Travelling in Canada at Taxpayers’ Expense

In the past year, between January 2021 and April 2022, Trudeau travelled 127,141 kilometres (equivalent to about three trips around the world), flying domestically on government aircraft.  Most of the flying time was used to promote Liberal policies and the April 2022 budget.  It also included two family trips – one to Tofino, B.C. on September 30, 2021 to walk on the beach and water ski on Canada’s first ever National Day for Truth and Reconciliation.  Trudeau’s official itinerary for that day listed him as attending “private meetings” in Ottawa. Another family trip took place during the Easter holidays this year when the family visited Whistler, B.C.

The Trudeau family’s Christmas excursion, in December 2016, at the Aga Khan’s private estate in the Bahamas has recently become an issue again.  The Aga Khan Foundation has been allocated over $243 million dollars from the federal government since 2015.  The Ethics Commissioner declared that the trip to the Aga Khan’s estate, therefore, was a breach of ethics.

The Conservative Party recently received documentation on this trip under the Access to Information Act that stated the RCMP believed that Trudeau’s family trip was “on reasonable grounds” to constitute fraud.  The RCMP decided not to proceed with charges, however, because it was not clear whether Trudeau had the power, under the Ethics Act, to grant himself the authority, i.e. to provide consent for himself to take the trip paid by a private donor.

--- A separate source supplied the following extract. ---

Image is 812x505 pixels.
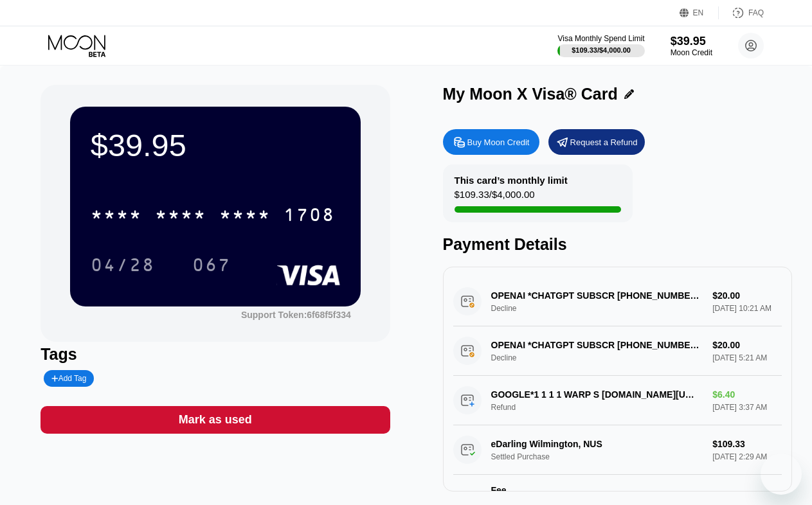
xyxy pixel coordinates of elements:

One wonders why Trudeau thinks that his family needs holidays so urgently, when he has access to the Prime Minister’s official country home on Harrington Lake in Gatineau, Quebec.  The latter recently underwent an $11 million renovation, which included a new kitchen, laundry and pantry facilities which alone cost $735,000, and renovations to the guesthouse and caretaker’s cottage, among other extensive updates.

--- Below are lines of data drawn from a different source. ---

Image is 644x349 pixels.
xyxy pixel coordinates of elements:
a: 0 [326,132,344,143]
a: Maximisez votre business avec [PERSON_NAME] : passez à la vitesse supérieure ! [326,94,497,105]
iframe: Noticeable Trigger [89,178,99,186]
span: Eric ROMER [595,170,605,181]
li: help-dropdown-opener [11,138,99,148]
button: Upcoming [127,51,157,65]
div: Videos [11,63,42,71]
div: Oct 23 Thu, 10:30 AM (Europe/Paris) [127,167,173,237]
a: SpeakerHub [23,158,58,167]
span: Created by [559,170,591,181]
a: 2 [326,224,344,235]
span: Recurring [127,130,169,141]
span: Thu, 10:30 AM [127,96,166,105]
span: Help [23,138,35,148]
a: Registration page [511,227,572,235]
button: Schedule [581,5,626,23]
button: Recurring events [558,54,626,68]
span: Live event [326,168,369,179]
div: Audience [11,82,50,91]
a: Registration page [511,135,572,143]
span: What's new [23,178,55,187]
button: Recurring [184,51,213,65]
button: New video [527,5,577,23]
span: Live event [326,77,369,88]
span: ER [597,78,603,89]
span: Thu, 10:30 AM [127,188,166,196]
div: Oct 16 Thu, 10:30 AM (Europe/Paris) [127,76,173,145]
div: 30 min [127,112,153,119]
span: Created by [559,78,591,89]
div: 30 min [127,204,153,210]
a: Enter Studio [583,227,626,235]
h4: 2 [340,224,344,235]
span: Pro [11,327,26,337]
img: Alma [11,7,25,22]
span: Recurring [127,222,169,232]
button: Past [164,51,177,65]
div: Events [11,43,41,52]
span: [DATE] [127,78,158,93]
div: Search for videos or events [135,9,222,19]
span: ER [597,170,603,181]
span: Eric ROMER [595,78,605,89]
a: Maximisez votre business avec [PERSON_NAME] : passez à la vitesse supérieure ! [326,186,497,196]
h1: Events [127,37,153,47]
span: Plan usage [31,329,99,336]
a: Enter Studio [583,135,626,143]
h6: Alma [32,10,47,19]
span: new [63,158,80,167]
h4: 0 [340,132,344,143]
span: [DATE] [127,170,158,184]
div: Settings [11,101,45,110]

The country retreat is owned and operated by the National Capital Commission (NCC), but Trudeau was consulted about these spectacular renovations.  Relaxing in such splendour should satisfy most individuals, but apparently not Justin Trudeau.

Travelling Abroad at Taxpayers’ Expense

In addition to domestic trips, Trudeau also bounded off, in March 2022, on government aircraft to photo opportunities in Europe, in an attempt to recover some of his faded lustre following the declaration of the disastrous Emergencies Act.  Unfortunately, Trudeau is regarded in international circles as a fool and a fop, and officials find it difficult to engage in serious discussions with him. Nevertheless, Trudeau was still diligently photographed (by his personal photographer), maskless, meeting the Queen of England at Windsor Castle, in discussions with NATO officials, and addressing the European Union parliament (EU), where he was roundly criticized by some of its members for his hypocrisy in declaring the importance of democracy in other countries, when he, himself, dismantled a peaceful protest convoy in Ottawa.

Meanwhile, Canadians are told about a looming climate crisis, which requires the imposition of a carbon tax at a time when the inflation rate is 6.7%.  According to the Bank of Canada, the inflation rate means that each of us will be paying an additional $2,000 a year.  Inflation soared to 6.7% in March, the highest in 30 years, and driven by a 40% increase in gas prices.  The cost to the taxpayer for Trudeau’s expensive travels, however, appears to be of no concern to him.